About This Blog ~ This blog is about a series of Gay, Lesbian, Bisexual, and Transgender (GLBT) super-hero, sci-fi, fantasy adventure novels called Rainbow Arc of Fire. The main characters are imbued with extraordinary abilities. Their exploits are both varied and exciting, from a GLBT and a human perspective. You can follow Greg, Paul, Marina, Joan, William, and Joseph, as well as several others along the way, as they battle extraordinary foes or take on environmental threats all around the globe and even in outer space. You can access synopses of the ten books using the individual links on the upper, left-hand column.





The more recent posts are about events or issues that either are mentioned in one or more books in the series or at least influenced the writing of the series.










Saturday, June 12, 2010

Favorite Poet: A.E. Housman

A. E. Housman was the poet of my youth. He often wrote about death and dying young. For young men of my era, his poems especially resonated, though I am not sure anyone other than I was reading his poetry. I bought THE COLLECTED POEMS OF A. E. HOUSMAN in college and carried it everywhere with me. I also bought a biography, A DIVIDED LIFE, that speculated, using his poetry, that Housman was gay.

Eventually, during my Master's Degree in the Humanities, I took an independent study course in which I discussed three British poets who became associated with WWI: A. E. Housman, Rupert Brooke, and Wilfred Owen, who was also likely gay.

From A SHROPSHIRE LAD, my favorite line from Reveille: "Clay lies still, but blood's a rover; / Breath's a ware that will not keep. / Up, lad: when the journey's over / There'll be time enough to sleep."

From the same first collection, my favorite line from XXII: "What thoughts at heart have you and I / We cannot stop to tell; / But dead or living, drunk or dry, / Soldier, I wish you well."

Also from A SHROPSHIRE LAD, my favorite line from XXXIII: "If truth in hearts that perish / Could move the powers on high, / I think the love I bear you / Should make you not to die."

From the introduction poem to MORE POEMS: "They say my verse is sad: no wonder; / Its narrow measure spans / Tears of eternity, and sorrow, / Not mine, but man's."

Also from MORE POEMS, VII: "Stars, I have seen them fall, / But when they drop and die / No star is lost at all / From all the star-strewn sky."

The most revealing of his poems, from MORE POEMS, XXXI: "Because I liked you better / Than suits a man to say, / It irked you, and I promised / To throw the thought away."

The poem where I took the title of my volume of poetry, from LAST POEMS, from XXXIV The First of May: "For oh, the sons we get / Are still the sons of men."

His poetry got me through some very tough years in college especially, dealing with being gay. I had had one-sided crushes on two straight college chums: first Daylin at East LA JC and then Pat at Cal State Dominguez Hills. I somehow intuitively sensed that Housman had had similar, unrewarded longings in Victorian England where a man could be imprisoned for expressing such feelings. I would later, at the Academy teaching English, be reminded of how a similar punishment could swiftly and painfully follow being revealed as gay in the service.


§ Task directions
Transcribe, without any change, the line that includes "Image is 669x344 pixels." and all the lines that come after it in the material below.

++++++

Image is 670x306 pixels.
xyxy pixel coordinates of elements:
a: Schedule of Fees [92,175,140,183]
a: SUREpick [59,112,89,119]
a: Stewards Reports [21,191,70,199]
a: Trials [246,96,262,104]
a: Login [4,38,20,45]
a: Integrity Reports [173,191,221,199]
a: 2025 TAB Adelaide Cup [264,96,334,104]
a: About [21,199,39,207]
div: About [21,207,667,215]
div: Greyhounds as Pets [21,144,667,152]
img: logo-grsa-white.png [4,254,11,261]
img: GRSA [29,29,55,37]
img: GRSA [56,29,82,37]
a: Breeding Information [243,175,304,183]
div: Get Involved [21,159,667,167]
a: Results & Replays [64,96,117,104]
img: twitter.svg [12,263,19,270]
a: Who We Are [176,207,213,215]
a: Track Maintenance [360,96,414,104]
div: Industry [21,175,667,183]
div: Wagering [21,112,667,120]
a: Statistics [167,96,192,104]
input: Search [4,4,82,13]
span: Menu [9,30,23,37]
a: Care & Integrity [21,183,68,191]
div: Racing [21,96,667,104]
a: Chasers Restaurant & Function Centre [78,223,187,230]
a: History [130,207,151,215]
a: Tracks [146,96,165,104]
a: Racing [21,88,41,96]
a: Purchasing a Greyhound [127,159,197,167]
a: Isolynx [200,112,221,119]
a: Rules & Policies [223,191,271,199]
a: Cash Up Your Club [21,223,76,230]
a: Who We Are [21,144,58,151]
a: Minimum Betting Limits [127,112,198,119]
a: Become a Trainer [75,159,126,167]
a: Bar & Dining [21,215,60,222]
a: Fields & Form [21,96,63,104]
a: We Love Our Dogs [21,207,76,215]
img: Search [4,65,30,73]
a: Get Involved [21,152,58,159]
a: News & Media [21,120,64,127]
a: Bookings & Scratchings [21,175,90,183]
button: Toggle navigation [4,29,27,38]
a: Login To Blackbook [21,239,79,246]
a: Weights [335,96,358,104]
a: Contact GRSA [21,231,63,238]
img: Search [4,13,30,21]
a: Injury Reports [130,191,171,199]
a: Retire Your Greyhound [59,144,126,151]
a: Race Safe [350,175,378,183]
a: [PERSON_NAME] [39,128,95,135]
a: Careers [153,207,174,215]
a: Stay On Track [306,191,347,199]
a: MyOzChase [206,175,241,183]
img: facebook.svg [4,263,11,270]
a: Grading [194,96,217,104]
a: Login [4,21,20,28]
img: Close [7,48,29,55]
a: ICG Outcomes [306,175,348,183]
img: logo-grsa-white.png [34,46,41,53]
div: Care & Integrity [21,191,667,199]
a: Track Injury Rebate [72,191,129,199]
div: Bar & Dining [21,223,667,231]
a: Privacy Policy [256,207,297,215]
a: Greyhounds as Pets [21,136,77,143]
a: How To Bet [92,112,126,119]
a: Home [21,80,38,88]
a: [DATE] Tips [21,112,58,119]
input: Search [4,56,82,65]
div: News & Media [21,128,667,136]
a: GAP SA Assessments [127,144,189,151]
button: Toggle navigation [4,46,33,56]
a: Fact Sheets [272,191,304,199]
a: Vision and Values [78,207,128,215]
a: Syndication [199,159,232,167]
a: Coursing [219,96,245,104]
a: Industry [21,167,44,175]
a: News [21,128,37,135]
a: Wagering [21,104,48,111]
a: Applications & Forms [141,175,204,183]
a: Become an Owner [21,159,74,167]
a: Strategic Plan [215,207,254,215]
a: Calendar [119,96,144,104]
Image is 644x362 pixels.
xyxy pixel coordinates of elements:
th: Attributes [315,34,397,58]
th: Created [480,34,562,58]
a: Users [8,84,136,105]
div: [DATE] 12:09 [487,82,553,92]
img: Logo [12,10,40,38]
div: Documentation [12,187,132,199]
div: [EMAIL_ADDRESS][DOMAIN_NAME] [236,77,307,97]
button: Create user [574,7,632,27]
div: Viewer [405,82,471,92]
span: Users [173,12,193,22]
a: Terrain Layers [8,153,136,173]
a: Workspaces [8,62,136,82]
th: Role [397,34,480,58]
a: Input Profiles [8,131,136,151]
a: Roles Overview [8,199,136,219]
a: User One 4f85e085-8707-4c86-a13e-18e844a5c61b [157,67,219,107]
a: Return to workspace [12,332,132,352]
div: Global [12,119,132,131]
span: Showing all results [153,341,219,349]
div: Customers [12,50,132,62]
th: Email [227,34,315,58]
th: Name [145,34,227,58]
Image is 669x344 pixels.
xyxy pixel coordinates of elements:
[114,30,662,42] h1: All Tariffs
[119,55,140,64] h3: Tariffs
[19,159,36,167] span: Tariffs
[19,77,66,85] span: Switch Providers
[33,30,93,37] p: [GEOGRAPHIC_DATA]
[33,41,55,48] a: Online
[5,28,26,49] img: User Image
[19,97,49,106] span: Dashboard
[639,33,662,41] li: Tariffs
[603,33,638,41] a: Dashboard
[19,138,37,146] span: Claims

++++++

§ Answer area
Image is 669x344 pixels.
xyxy pixel coordinates of elements:
[114,30,662,42] h1: All Tariffs
[119,55,140,64] h3: Tariffs
[19,159,36,167] span: Tariffs
[19,77,66,85] span: Switch Providers
[33,30,93,37] p: [GEOGRAPHIC_DATA]
[33,41,55,48] a: Online
[5,28,26,49] img: User Image
[19,97,49,106] span: Dashboard
[639,33,662,41] li: Tariffs
[603,33,638,41] a: Dashboard
[19,138,37,146] span: Claims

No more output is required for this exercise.